None of these stories need be real to cause fear. Fear needs little solid evidence to cause action, none at all most of the time.

So perhaps this, too, drove the Vikings away. Gloom and mist, and natives not weak and not retiring and not forgiving, constantly emerging from the shadow of the trees, such that a permanent outpost could not stand. The Vikings left. They left behind little, so little that it disappeared until the 1960s. The Scandinavians were not a people skilled at large settlement, as they never had to be, the Vikings even less so, save for Iceland.

 

The Scandinavians, for all their conquering and plundering and trading, have as their legacy the first human settlement of Iceland and the re-settlement of Greenland, the effects of the Danelaw in England, indirectly its later Norman invasion, the invasion of Ireland, and the first large-scale political entities in Russia.

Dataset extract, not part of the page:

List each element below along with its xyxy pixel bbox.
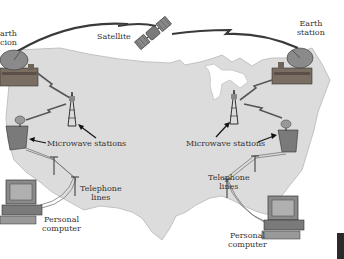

They were absorbed into England, and into Ireland and into Scotland and into Russia. Normandy was part of England after William crossed the channel, and it’s been French for a while now.  The rest is the old tales, written down and probably skewed in their writing by the newfangled Christianity of the region. And there is still the stereotype with the meat and the fire and the mead, and the horned helmets.

Even though no intelligent warrior would put something on his helmet that allowed an opponent to take the helm off. The helmets were absolutely none of them horned. Not one.